I had no idea Jacob Thompson had been a cabinet minister [secretary of the Interior under James Buchanan] before Lincoln’s administration. He had been a Mississippi politician, and I had no idea that CSA President Jefferson Davis put him in charge of organizing a Confederate spy ring in Canada. He worked out of Toronto with a budget of $5 million, astronomical in terms of 1864 money, to set up spy rings, which he did out of Toronto and Montreal. There was not only the raid that many people know about, in St. Albans, Vt., but other raids to free Confederate prisoners out of Northern prisons. I also learned about the attempt to burn down Manhattan that came from Canada, and that John Wilkes Booth was in Montreal planning Lincoln’s assassination and organized the money for the Lincoln conspiracy through a bank there. I didn’t know George Pickett and many others—including Davis himself—came to Canada after the war and went back only after the amnesty was later proclaimed. Yet  about 40,000 Canadians broke the law by fighting in the  Civil War—almost all of them fighting for the North.

What about some other characters?

Sarah Edmonds dressed up as a man and went to war as an army nurse, at a time when all nurses were men. She also volunteered to become a spy and ran a number of missions behind enemy lines—once, ironically, dressed as a woman. I think she’s fascinating not only for what she tells us about Canadians in the war but also because of the role of women in the war, which has long been overlooked.
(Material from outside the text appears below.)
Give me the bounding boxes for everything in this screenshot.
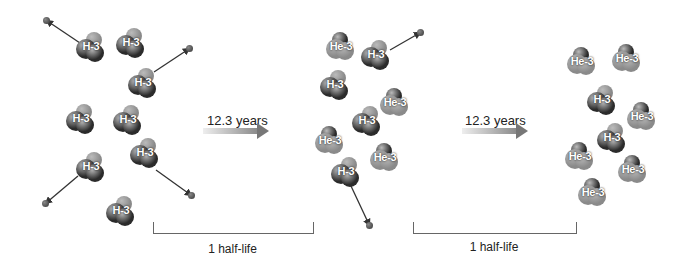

John Anderson, a Missouri slave who came to Canada as part of the Underground Railroad, is fascinating. When Missouri wanted him extradited to stand trial for murder—he had killed a man in escaping—it provoked international debate. If the decision had been made to extradite him to the U.S., then the Underground Railroad would have been dead because Americans could have picked up ex-slaves on the streets of Toronto just as they could on the streets of Boston or Chicago. When the Canadian courts finally said we will deal with this, Britain was quite angry. But it was another step toward Canada’s becoming more independent and basically saying no to both Britain and the U.S. And it was one more case of the South saying, “That’s it—we need to secede from the Union.”